What do I need to do to precache and save images, audios and videos stored on Amazon Simple Storage Service (Amazon S3)?
Here is working example that I have https://glitch.com/~daffy-snowy-suggestion
Amazon S3 is not a CDN in that it caches files. Use CloudFront for caching files stored on S3.
I am working on a navbar for my react app (using gatsbyjs to be precise). In the navbar I have a marquee that I initialize in the navbar component in componentDidMount.
It works as intended, but upon every route change componentDidMount will run again which results in the marquee speeding up for every page change, making it go faster and faster.
Is this expected behaviour?
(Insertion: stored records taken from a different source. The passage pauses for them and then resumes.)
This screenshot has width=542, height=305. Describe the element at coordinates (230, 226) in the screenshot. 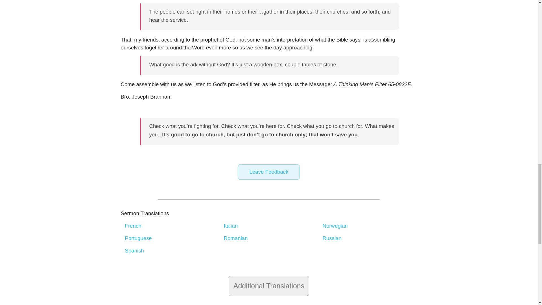

I see `Italian` at that location.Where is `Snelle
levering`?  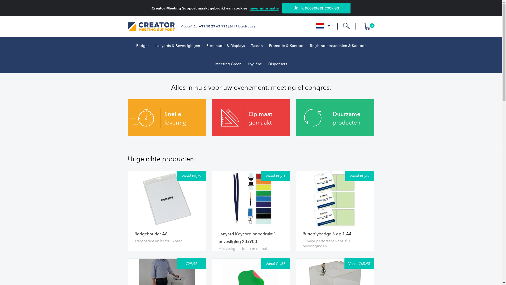
Snelle
levering is located at coordinates (167, 118). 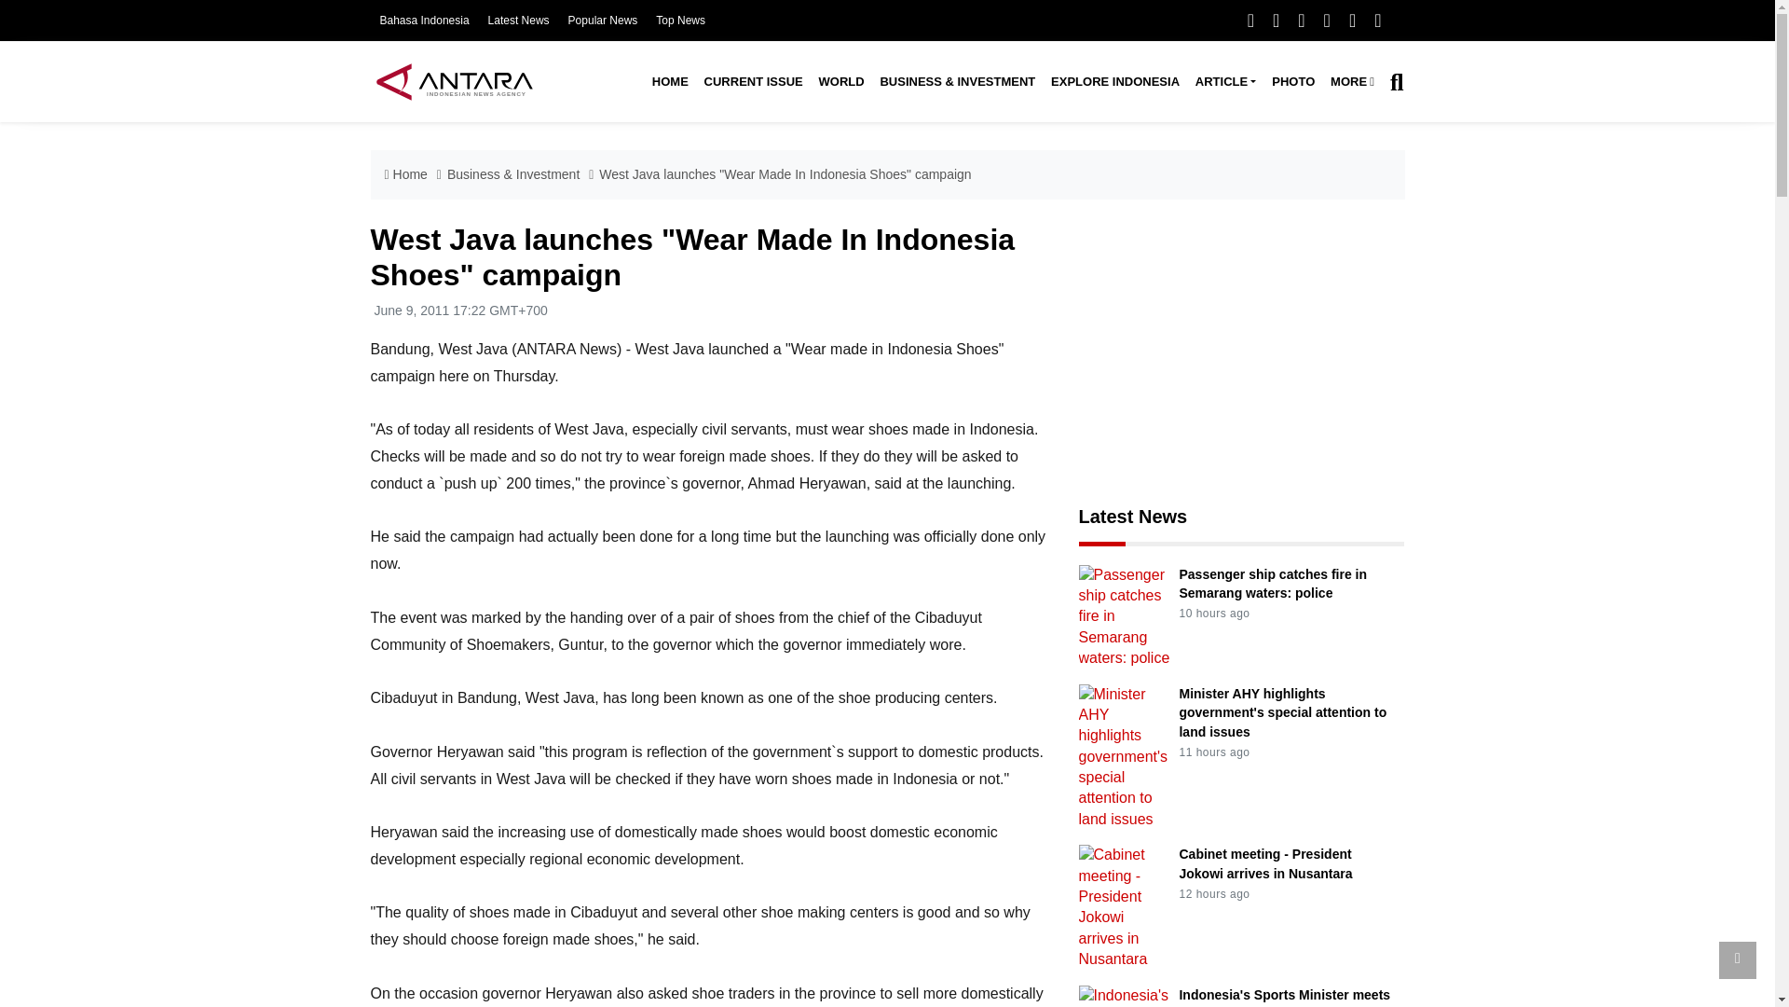 I want to click on Top News, so click(x=680, y=21).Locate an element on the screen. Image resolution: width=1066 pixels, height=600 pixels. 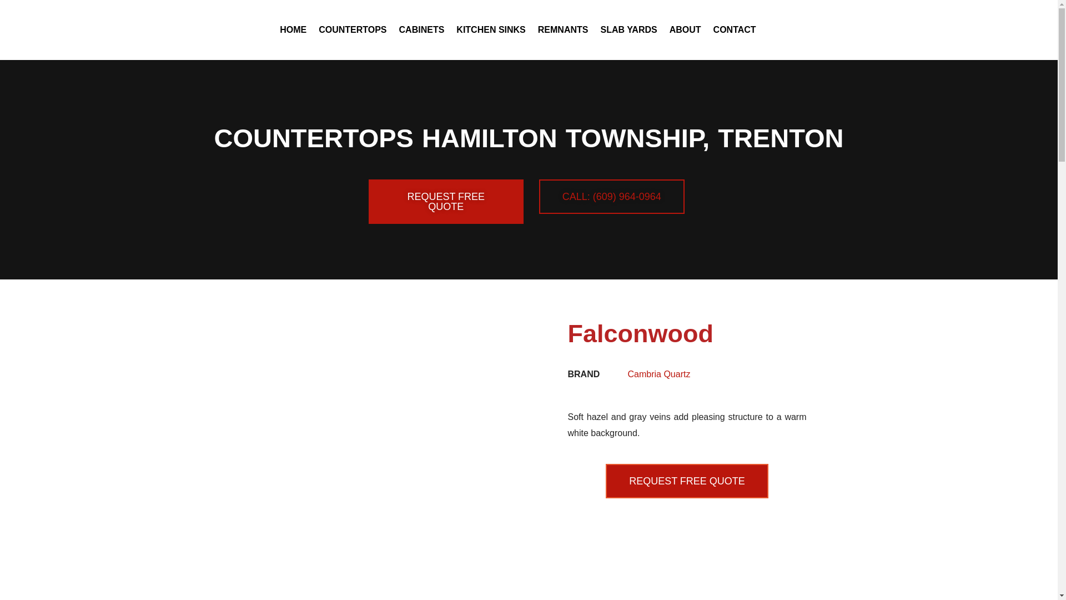
COUNTERTOPS is located at coordinates (352, 30).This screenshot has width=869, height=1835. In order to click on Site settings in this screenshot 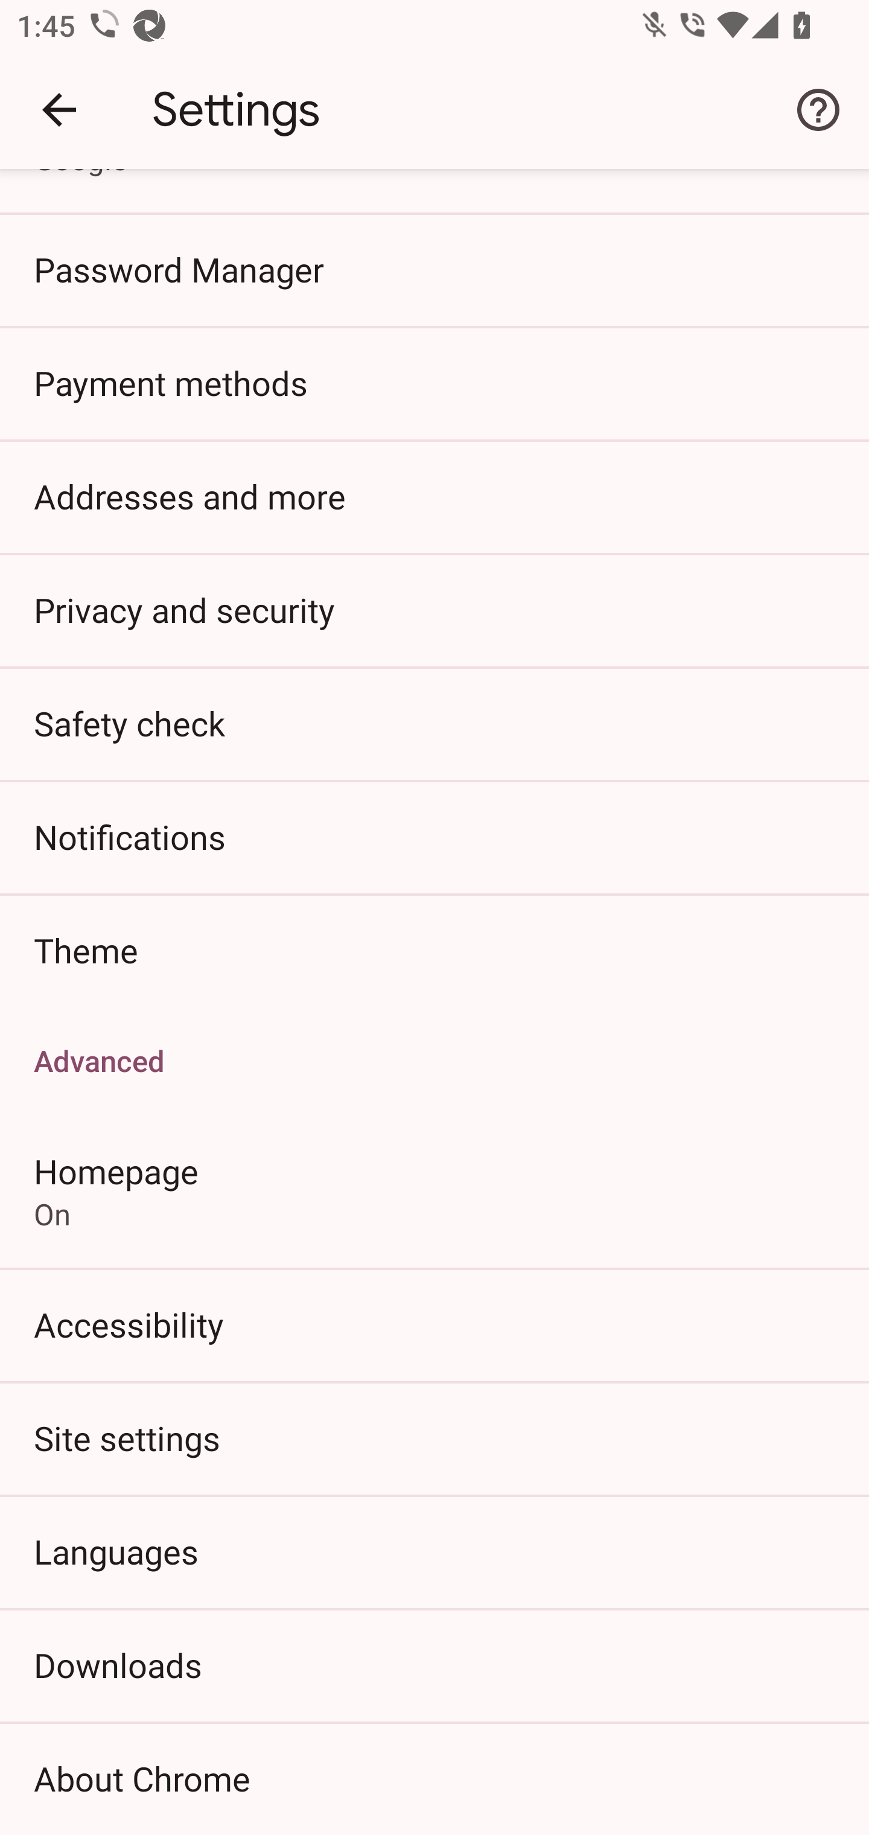, I will do `click(434, 1437)`.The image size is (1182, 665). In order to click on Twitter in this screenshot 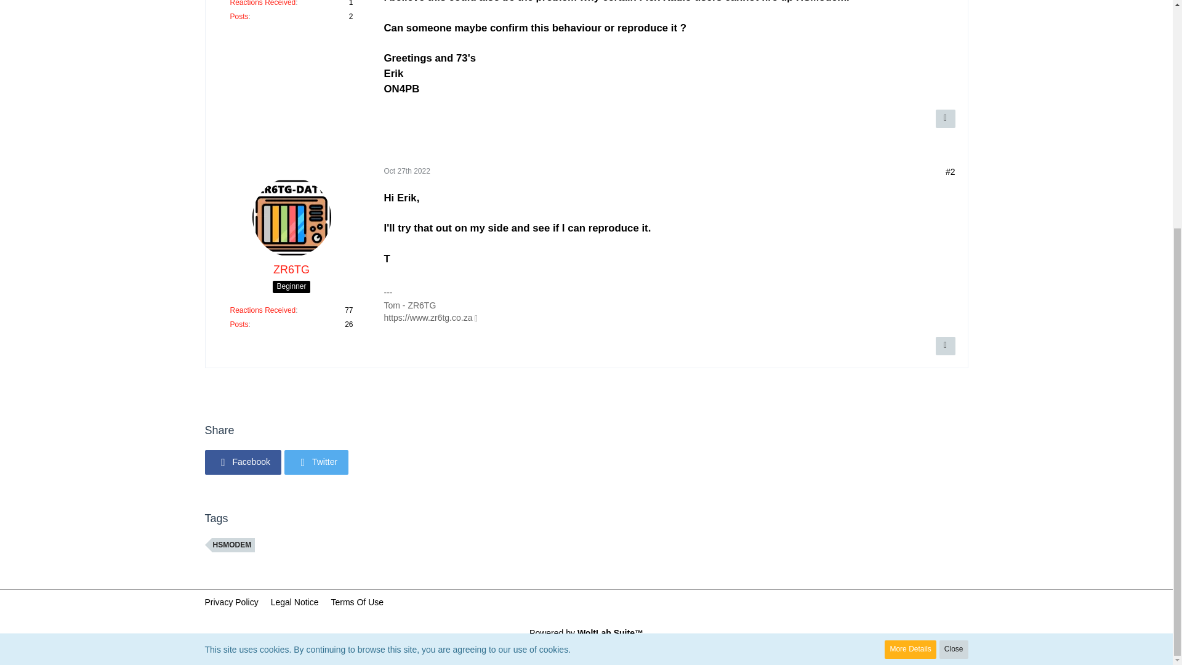, I will do `click(316, 462)`.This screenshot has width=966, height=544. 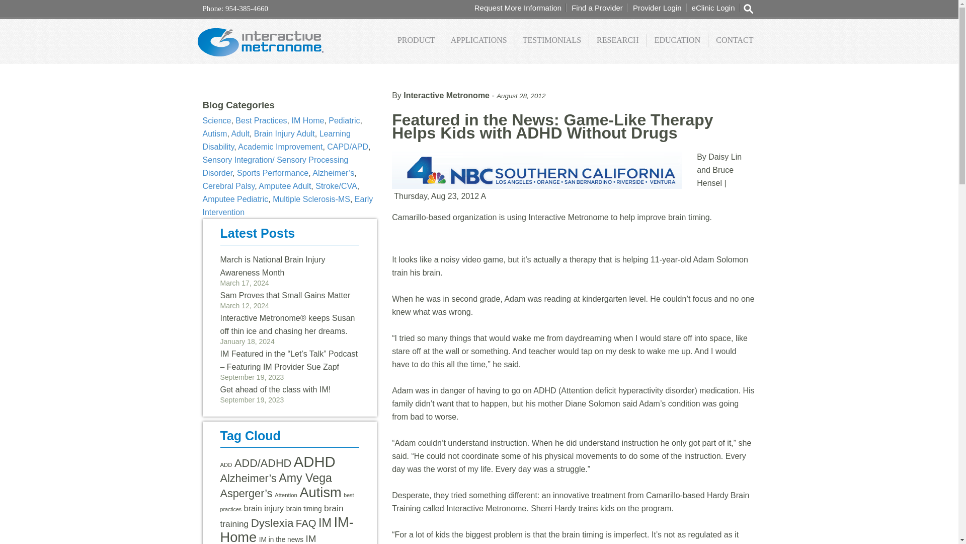 I want to click on View all posts in Sports Performance, so click(x=272, y=173).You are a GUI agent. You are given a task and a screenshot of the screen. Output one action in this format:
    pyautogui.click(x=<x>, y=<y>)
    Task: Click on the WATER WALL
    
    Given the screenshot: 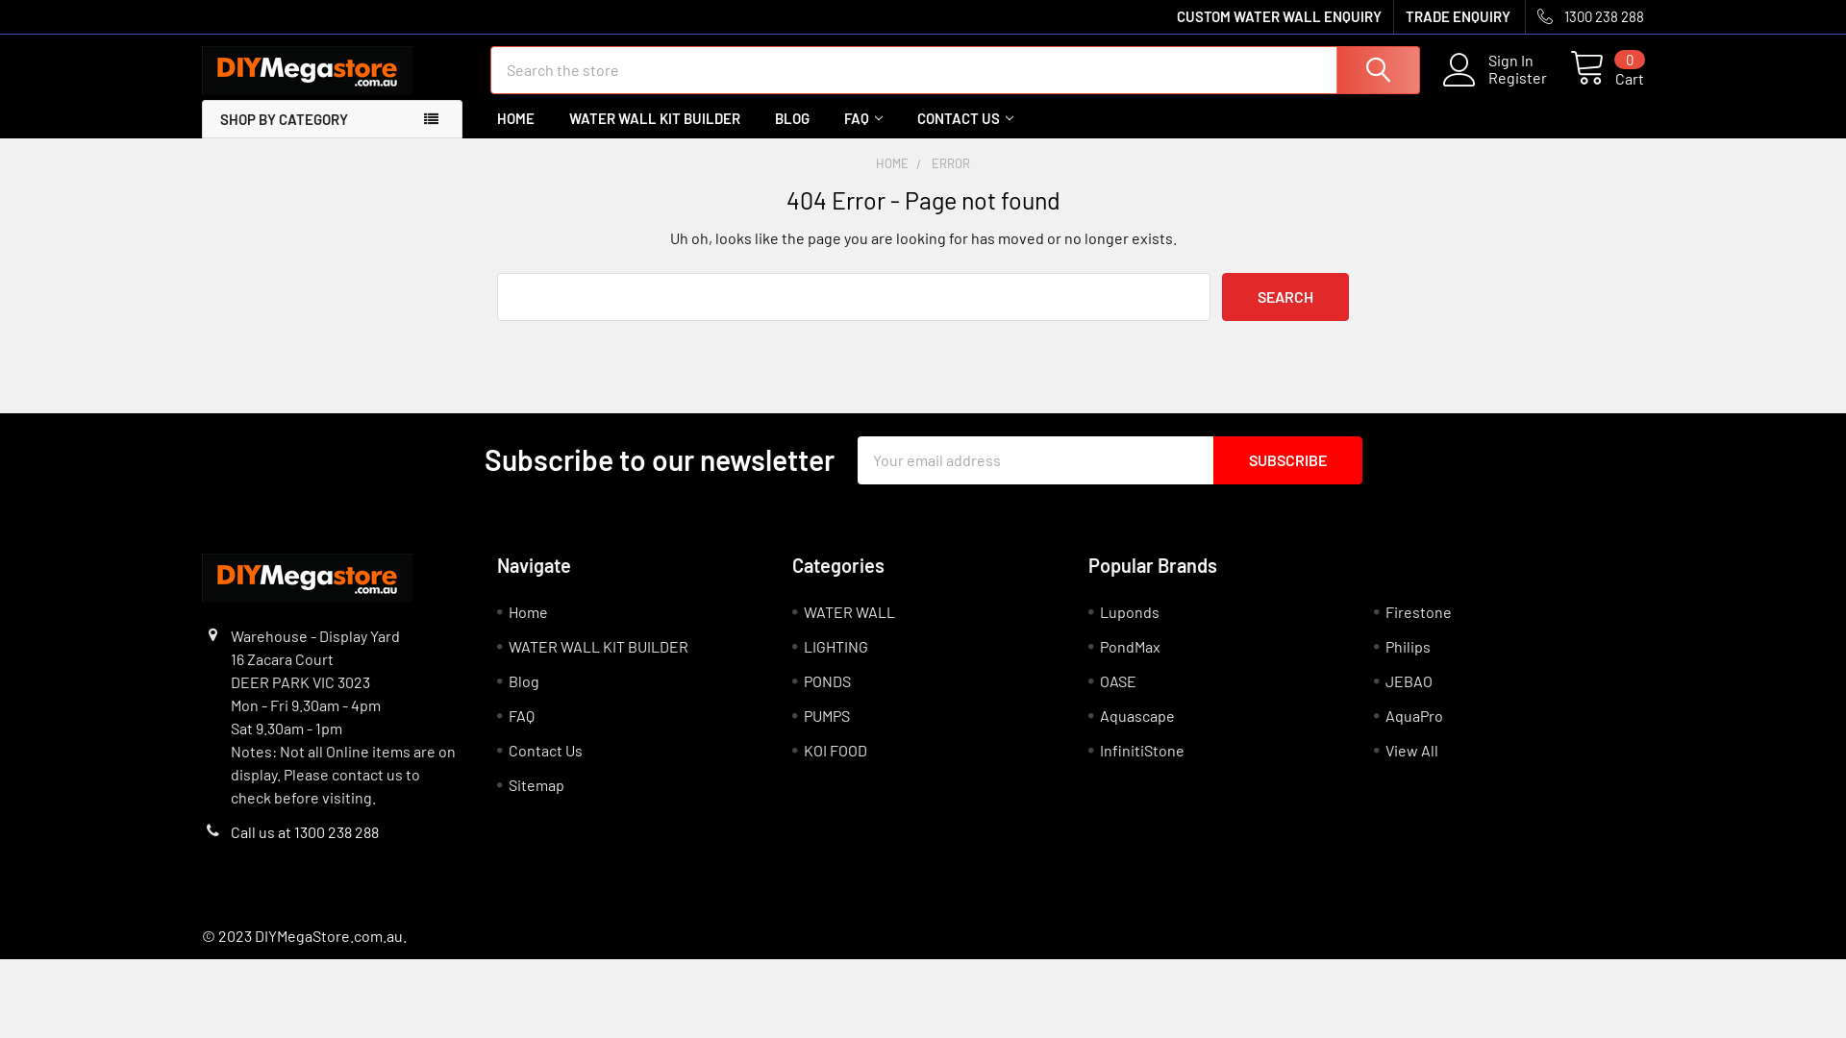 What is the action you would take?
    pyautogui.click(x=850, y=611)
And if so, how do I make sure that the script is only run once?
navbar.js
import React from 'react';
import { Link } from 'gatsby';
import styles from '../styles/navbar.module.css';
import NewsMarquee from './newsMarquee';
import Marquee3k from 'marquee3000';
const topLevelNav = [
{
href: '/news',
label: <NewsMarquee/>,
extraClass: styles.navLinkNews,
mediaQueryClass: styles.navLinkHiddenSmall,
},
];
export default class Navbar extends React.Component {
componentDidMount() {
Marquee3k.init();
}
render() {
return (
<div>
<header className={styles.navbar} role="banner">
<nav className={styles.nav}>
{topLevelNav.map(({ href, label, extraClass = '', mediaQueryClass = '' }) => (
<Link
key={label}
to={href}
className={`${styles.navLink} ${extraClass} ${mediaQueryClass} ${menuItemsHidden}`}
activeClassName={styles.navLinkActive}
>
{label}
</Link>
))}
</nav>
</header>
</div>
)
}
}
newsMarquee.js
import React from 'react';
import { StaticQuery, graphql } from "gatsby";
import styles from '../styles/newsMarquee.module.css';
export default () => (
<StaticQuery
query={graphql`
query {
allMarkdownRemark(sort: { fields: [frontmatter___date], order: DESC } limit: 10) {
totalCount
edges {
node {
id
frontmatter {
title
date(formatString: "YYYY.MM.DD")
}
fields {
slug
}
}
}
}
}
`}
render={data => (
<div className={`marquee3k ${styles.marquee}`}>
<div>
{data.allMarkdownRemark.edges.map(({ node }) => (
<span className={styles.marqueeItem} key={node.id}>
{node.frontmatter.date} {node.frontmatter.title}
</span>
))}
</div>
</div>
)}
/>
)
Since I'm using GatsbyJS I went with this plugin from V1, which makes my layout component persist across pages.
gatsby-plugin-layout
This plugin enables adding components which live above the page components and persist across page changes.
This can be helpful for:
Persisting layout between page changes for e.g. animating navigation
Storing state when navigating pages
Custom error handling using componentDidCatch
Inject additional data into pages using React Context.
This plugin reimplements the behavior of layout components in gatsby#1, which was removed in version 2.